Apple tightens the screws on under-18 iPhone use

It comes as scrutiny grows on child safety and age verification.

Apple has expanded its parental controls across iPhone, iPad and Apple Watch, adding new default protections designed to reduce children’s exposure to explicit content and make settings harder to bypass.

The update builds on Apple’s Communication Safety feature, which uses on-device machine learning to detect nudity and blur images before they’re viewed. Apple says the detection happens on the device, and the company doesn’t receive the content unless a user chooses to report it.

What’s changing on iPhone and iPad

Apple’s biggest shift is expanding Communication Safety beyond Messages to include FaceTime video calls and Shared Albums in Photos. The settings are also being enabled by default for users aged 17 and under, according to  The Australian

On setup, Apple is also pushing harder for families to create Child Accounts. The process is now built into the device’s initial setup flow. The user is prompted to select an age range (child, teen, or adult) and guided to join a family group; safety settings are enabled even if setup is deferred.

Fixing the “hand-me-down” gap

Apple is targeting a common scenario in which a child inherits an older device that is still signed in to an adult account. A new prompt can suggest updating the date of birth when Screen Time protections indicate a minor is likely using the device, activating age-appropriate defaults without requiring a full reset.

More visibility for parents in Screen Time

Screen Time is also being updated to alert parents when a Screen Time passcode is entered on their child’s device, to prevent silent workarounds.

Apple is also tightening “Communication Limits” controls, including requiring children to request permission to message or call new numbers, which parents can approve inside Messages.

App Store changes and a new age-range tool for developers

Apple is further restricting how apps appear in the App Store based on age ratings and a family’s content settings, and expanding “Ask to Buy” so parents can grant exceptions when a child wants to download an app rated above the set restriction.

To balance age-appropriate experiences with privacy, Apple has introduced a Declared Age Range framework, allowing developers to request an age range without collecting a specific birth date.

Why it matters now

The updates come amid growing global pressure on platforms and device makers to improve online safety for children. In Australia, the federal government’s under-16 social media ban has forced platforms to implement tighter controls, while debate continues about the best path forward.

Education researcher Dr Jo Orlando, who has advised the federal government, told The Australian the ban has split parents, with many seeking practical guidance as technology and online risks evolve.

Snap pushes for app store-level age checks

Snap has reported locking or disabling more than 415,000 Australian accounts it believes belong to under-16s since the ban took effect in December, citing a mix of self-declared age and detection tools.

But Snap has also argued that age estimation is imperfect and that regulating only certain services can push teens toward less visible alternatives. The company says app store-level age verification would provide more consistent signals across the ecosystem.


Keyword search on "Excellent": report each line of the records that contains it.

+++ Records supplied

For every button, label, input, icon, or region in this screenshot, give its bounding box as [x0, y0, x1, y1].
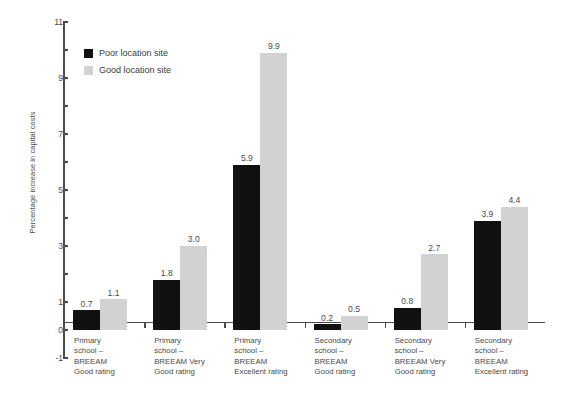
x-axis-separator-tick: [224, 323, 225, 328]
bar-good: 9.9: [260, 53, 287, 330]
x-axis-category-label: Secondary school – BREEAM Very Good rati…: [395, 336, 467, 378]
x-axis-separator-tick: [385, 323, 386, 328]
bar-good: 4.4: [501, 207, 528, 330]
bar-value-label: 0.7: [81, 300, 93, 309]
bar-good: 3.0: [180, 246, 207, 330]
bar-group: 0.82.7: [385, 22, 465, 322]
bar-group: 5.99.9: [224, 22, 304, 322]
bar-value-label: 2.7: [428, 244, 440, 253]
bar-value-label: 0.5: [348, 305, 360, 314]
bar-poor: 0.8: [394, 308, 421, 330]
bar-value-label: 5.9: [241, 154, 253, 163]
x-axis-category-label: Primary school – BREEAM Very Good rating: [154, 336, 226, 378]
bar-value-label: 1.1: [108, 289, 120, 298]
x-axis-category-label: Secondary school – BREEAM Excellent rati…: [475, 336, 547, 378]
x-axis-separator-tick: [305, 323, 306, 328]
bar-poor: 5.9: [233, 165, 260, 330]
bar-value-label: 3.0: [188, 235, 200, 244]
bar-value-label: 4.4: [508, 196, 520, 205]
bar-value-label: 0.2: [321, 314, 333, 323]
bar-good: 1.1: [100, 299, 127, 330]
bar-poor: 3.9: [474, 221, 501, 330]
bar-good: 2.7: [421, 254, 448, 330]
bar-poor: 1.8: [153, 280, 180, 330]
bar-value-label: 0.8: [401, 297, 413, 306]
bar-poor: 0.2: [314, 324, 341, 330]
bar-group: 3.94.4: [465, 22, 545, 322]
bar-group: 1.83.0: [144, 22, 224, 322]
bar-group: 0.71.1: [64, 22, 144, 322]
x-axis-separator-tick: [465, 323, 466, 328]
y-axis-tick: [63, 357, 68, 358]
y-axis-tick: [63, 329, 68, 330]
y-axis-title: Percentage increase in capital costs: [28, 78, 37, 268]
x-axis-separator-tick: [144, 323, 145, 328]
x-axis-category-label: Primary school – BREEAM Good rating: [74, 336, 146, 378]
x-axis-category-label: Primary school – BREEAM Excellent rating: [234, 336, 306, 378]
bar-group: 0.20.5: [305, 22, 385, 322]
bar-poor: 0.7: [73, 310, 100, 330]
bar-good: 0.5: [341, 316, 368, 330]
bar-value-label: 1.8: [161, 269, 173, 278]
plot-area: 0.71.11.83.05.99.90.20.50.82.73.94.4: [64, 22, 545, 322]
bar-value-label: 9.9: [268, 42, 280, 51]
bar-value-label: 3.9: [481, 210, 493, 219]
bar-chart: -101357911 Percentage increase in capita…: [0, 0, 575, 406]
x-axis-category-label: Secondary school – BREEAM Good rating: [315, 336, 387, 378]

++++++

● **Exercise output**:
x-axis-category-label: Secondary school – BREEAM Excellent rati…: [475, 336, 547, 378]
x-axis-category-label: Primary school – BREEAM Excellent rating: [234, 336, 306, 378]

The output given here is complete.